Create the subscription

This quickstart subscribes to incoming transfers (transfer.received) as a worked example - the event catalog lists every event type and its payload. Use an address you control so you can trigger one in the next step. Set chain, the address, both asset-scope filters in eventKinds, and your public webhookUrl:
Create subscription
curl -X POST "https://api.walletsuite.io/api/notifications/subscriptions" \
  -H "x-api-key: $WALLETSUITE_API_KEY" \
  -H "Content-Type: application/json" \
  -d '{
    "chain": "ethereum",
    "address": "0xYourWatchedAddressHere",
    "eventKinds": ["INCOMING_NATIVE", "INCOMING_FUNGIBLE"],
    "webhookUrl": "https://yourapp.com/webhooks/walletsuite"
  }'
The API responds 202 Accepted with the subscription.
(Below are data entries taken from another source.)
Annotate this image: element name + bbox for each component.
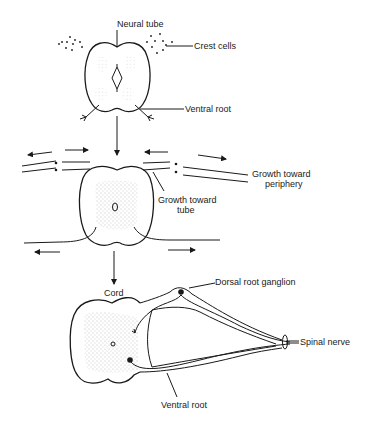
label-growth-toward-tube-2: tube (177, 205, 195, 215)
stage-3-spinal-cord: Cord Spinal nerve Dorsal root ganglion (70, 277, 350, 410)
ventral-root-right (135, 105, 154, 121)
label-spinal-nerve: Spinal nerve (300, 337, 350, 347)
dorsal-root-right-inner (143, 162, 170, 170)
crest-cells-left (58, 36, 83, 51)
ventral-root-left (80, 105, 99, 121)
arrow-left-outward (28, 152, 52, 155)
central-canal (112, 67, 122, 89)
neural-tube-outline (85, 43, 150, 112)
stage-1-neural-tube: Neural tube Crest cells (58, 19, 236, 155)
ventral-root-right-stage-2 (134, 227, 220, 240)
cell-cluster (95, 86, 107, 100)
label-neural-tube: Neural tube (117, 19, 164, 29)
motor-neuron-cell (127, 357, 133, 363)
root-loop-inner (148, 310, 277, 367)
label-crest-cells: Crest cells (194, 41, 237, 51)
crest-cells-right (146, 33, 173, 54)
leader-ventral-root-3 (167, 373, 177, 397)
label-growth-toward-periphery-1: Growth toward (252, 169, 311, 179)
stage-2-root-growth: Growth toward tube Growth toward periphe… (22, 150, 311, 284)
label-growth-toward-periphery-2: periphery (265, 179, 303, 189)
label-dorsal-root-ganglion: Dorsal root ganglion (215, 277, 296, 287)
central-process (135, 295, 181, 333)
arrow-right-outward (198, 155, 226, 159)
ventral-root-left-stage-2 (24, 227, 96, 243)
dorsal-root-ganglion-cell (178, 289, 184, 295)
cell-cluster (124, 55, 136, 71)
label-cord: Cord (104, 288, 124, 298)
grey-matter-stage-3 (84, 312, 138, 373)
label-growth-toward-tube-1: Growth toward (158, 195, 217, 205)
leader-dorsal-root-ganglion (189, 283, 215, 288)
dorsal-root-left-outer (22, 161, 56, 172)
ventral-root-outer (140, 348, 282, 372)
cell-cluster (96, 56, 108, 72)
neural-development-diagram: Neural tube Crest cells (0, 0, 375, 425)
peripheral-process (181, 295, 290, 342)
label-ventral-root-3: Ventral root (161, 400, 208, 410)
dorsal-root-outer (140, 288, 282, 340)
dorsal-root-right-outer (183, 167, 248, 182)
cell-cluster (122, 87, 134, 101)
label-ventral-root-1: Ventral root (185, 104, 232, 114)
grey-matter (95, 181, 137, 229)
dorsal-root-left-inner (62, 162, 90, 170)
leader-growth-toward-tube (153, 172, 164, 191)
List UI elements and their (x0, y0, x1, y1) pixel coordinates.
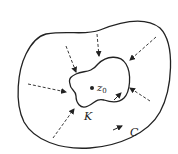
point-z0 (90, 86, 94, 90)
arrow-lower-left (53, 109, 74, 138)
arrow-upper-right (130, 37, 156, 60)
k-label: K (83, 110, 93, 123)
contour-diagram: z0 K C (0, 0, 178, 154)
arrow-top (97, 34, 99, 56)
arrow-right (130, 88, 150, 101)
outer-contour-direction-arrow (113, 126, 122, 130)
arrow-left (28, 84, 66, 92)
inner-contour-direction-arrow (114, 93, 121, 100)
outer-contour-c (18, 21, 170, 148)
c-label: C (130, 126, 139, 139)
arrow-upper-left (66, 46, 76, 72)
z0-label: z0 (96, 82, 107, 95)
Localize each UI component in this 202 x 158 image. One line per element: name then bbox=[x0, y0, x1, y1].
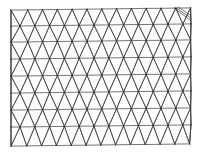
mesh-edge bbox=[87, 41, 94, 58]
mesh-edge bbox=[94, 9, 102, 25]
mesh-edge bbox=[153, 74, 161, 91]
mesh-edge bbox=[50, 10, 58, 26]
mesh-edge bbox=[190, 125, 191, 144]
mesh-edge bbox=[35, 127, 42, 146]
mesh-edge bbox=[20, 76, 28, 93]
mesh-edge bbox=[50, 42, 58, 59]
mesh-edge bbox=[11, 127, 20, 146]
mesh-edge bbox=[50, 26, 58, 42]
mesh-edge bbox=[43, 26, 50, 42]
mesh-edge bbox=[11, 59, 20, 76]
mesh-edge bbox=[102, 41, 109, 58]
mesh-edge bbox=[57, 110, 64, 127]
mesh-edge bbox=[28, 26, 35, 42]
mesh-edge bbox=[183, 125, 190, 144]
mesh-edge bbox=[109, 9, 117, 25]
mesh-edge bbox=[117, 25, 124, 41]
mesh-edge bbox=[35, 93, 43, 110]
mesh-edge bbox=[43, 59, 50, 76]
mesh-edge bbox=[64, 58, 72, 75]
mesh-edge bbox=[116, 126, 124, 145]
mesh-edge bbox=[168, 8, 176, 24]
mesh-edge bbox=[168, 74, 176, 91]
mesh-edge bbox=[138, 92, 146, 109]
mesh-edge bbox=[153, 40, 161, 57]
mesh-edge bbox=[64, 126, 71, 145]
mesh-edge bbox=[64, 109, 72, 126]
mesh-edge bbox=[43, 110, 50, 127]
mesh-edge bbox=[50, 59, 58, 76]
mesh-edge bbox=[87, 109, 94, 126]
mesh-edge bbox=[35, 59, 43, 76]
mesh-edge bbox=[124, 75, 132, 92]
mesh-edge bbox=[43, 10, 50, 26]
mesh-edge bbox=[109, 126, 116, 145]
mesh-edge bbox=[109, 75, 117, 92]
mesh-edge bbox=[35, 76, 43, 93]
mesh-edge bbox=[11, 93, 20, 110]
mesh-edge bbox=[71, 126, 79, 145]
mesh-edge bbox=[168, 57, 176, 74]
mesh-edge bbox=[117, 41, 124, 58]
mesh-edge bbox=[131, 92, 138, 109]
mesh-edge bbox=[183, 8, 191, 24]
mesh-edge bbox=[79, 41, 87, 58]
mesh-edge bbox=[79, 92, 87, 109]
mesh-edge bbox=[161, 24, 168, 40]
mesh-edges bbox=[11, 7, 191, 146]
mesh-edge bbox=[72, 41, 79, 58]
mesh-edge bbox=[131, 75, 138, 92]
mesh-edge bbox=[94, 75, 102, 92]
mesh-edge bbox=[117, 109, 124, 126]
mesh-edge bbox=[94, 41, 102, 58]
mesh-edge bbox=[79, 9, 87, 25]
mesh-edge bbox=[102, 58, 109, 75]
mesh-edge bbox=[64, 92, 72, 109]
triangular-mesh-diagram bbox=[0, 0, 202, 158]
mesh-edge bbox=[130, 126, 138, 145]
mesh-edge bbox=[87, 75, 94, 92]
mesh-edge bbox=[87, 25, 94, 41]
mesh-edge bbox=[87, 58, 94, 75]
mesh-edge bbox=[57, 76, 64, 93]
mesh-edge bbox=[124, 25, 132, 41]
mesh-edge bbox=[35, 10, 43, 26]
mesh-edge bbox=[183, 24, 191, 40]
mesh-edge bbox=[28, 59, 35, 76]
mesh-edge bbox=[79, 109, 87, 126]
mesh-edge bbox=[138, 126, 145, 145]
mesh-edge bbox=[28, 110, 35, 127]
mesh-edge bbox=[64, 41, 72, 58]
mesh-edge bbox=[102, 92, 109, 109]
mesh-edge bbox=[102, 75, 109, 92]
mesh-edge bbox=[35, 110, 43, 127]
mesh-edge bbox=[124, 126, 131, 145]
mesh-edge bbox=[72, 109, 79, 126]
mesh-edge bbox=[161, 91, 168, 108]
mesh-edge bbox=[176, 74, 183, 91]
mesh-edge bbox=[117, 58, 124, 75]
mesh-edge bbox=[43, 42, 50, 59]
mesh-edge bbox=[72, 25, 79, 41]
mesh-edge bbox=[50, 76, 58, 93]
mesh-edge bbox=[168, 24, 176, 40]
mesh-edge bbox=[11, 110, 20, 127]
mesh-edge bbox=[131, 109, 138, 126]
mesh-edge bbox=[43, 93, 50, 110]
mesh-edge bbox=[102, 25, 109, 41]
mesh-edge bbox=[138, 25, 146, 41]
mesh-edge bbox=[131, 9, 138, 25]
mesh-edge bbox=[50, 127, 57, 146]
mesh-edge bbox=[57, 92, 64, 109]
mesh-edge bbox=[35, 42, 43, 59]
mesh-edge bbox=[138, 58, 146, 75]
mesh-edge bbox=[20, 42, 28, 59]
mesh-edge bbox=[153, 8, 161, 24]
mesh-edge bbox=[64, 9, 72, 25]
mesh-edge bbox=[20, 127, 27, 146]
mesh-edge bbox=[183, 74, 191, 91]
mesh-edge bbox=[183, 91, 191, 108]
mesh-edge bbox=[64, 75, 72, 92]
mesh-edge bbox=[168, 40, 176, 57]
mesh-edge bbox=[11, 42, 20, 59]
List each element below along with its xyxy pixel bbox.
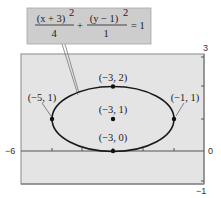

It registers and flips from pending to active within moments:
Response
{
  "ok": true,
  "code": "OK",
  "message": "accepted",
  "data": {
    "id": "9b7c1e2a-4f6d-4c3b-8a1e-2d5f7a9c0b13",
    "chain": "ethereum",
    "address": "0xYourWatchedAddressHere",
    "eventKinds": ["INCOMING_NATIVE", "INCOMING_FUNGIBLE"],
    "webhookUrl": "https://yourapp.com/webhooks/walletsuite",
    "status": "pending",
    "createdAt": "2026-05-26T14:22:48.123456Z"
  }
}
Confirm it is active:
Check status
curl "https://api.walletsuite.io/api/notifications/subscriptions/9b7c1e2a-4f6d-4c3b-8a1e-2d5f7a9c0b13" \
  -H "x-api-key: $WALLETSUITE_API_KEY"
If the subscription does not go active, see Troubleshooting.
4

Trigger and observe

Trigger a real event by sending a small transfer to the watched address on the same chain. On the first confirmation of an incoming transfer, WalletSuite delivers a transfer.received event to your endpoint.The delivered request looks like this:
Delivered request
POST /webhooks/walletsuite HTTP/1.1
Host: yourapp.com
Content-Type: application/json; charset=utf-8
User-Agent: WalletSuite-Webhooks/1.0
Webhook-Id: 3f0a8d52-7e14-4b9c-a6d2-c8e1f4b09a7d
Webhook-Timestamp: 1779805371
Webhook-Signature: v1,g0hM9SsE+OTbJCwQ8...base64...=

{
  "schema_version": "1.0",
  "event_id": "3f0a8d52-7e14-4b9c-a6d2-c8e1f4b09a7d",
  "event_type": "transfer.received",
  "subscription_id": "9b7c1e2a-4f6d-4c3b-8a1e-2d5f7a9c0b13",
  "occurred_at": "2026-05-26T14:22:48.123Z",
  "data": {
    "chain": "ethereum",
    "direction": "incoming",
    "tx_hash": "0x9f3...",
    "block_number": 18573245,
    "from": "0x123...",
    "to": "0xabc...",
    "amount": "1.5",
    "asset_type": "erc20",
    "asset_contract": "0xa0b8..."
  }
}

Next steps

Verify Signatures

The full Standard Webhooks verification contract - raw-body handling, replay protection, and from-scratch code.

Delivery & Retries

The 18-second ack budget, the retry schedule, at-least-once semantics, and failure handling.

Events & Payloads

Field-by-field payload reference, transfer.received, Tron address encoding, and payload versioning.

Best Practices

Idempotency, async processing, secret rotation, and production hardening for your receiver.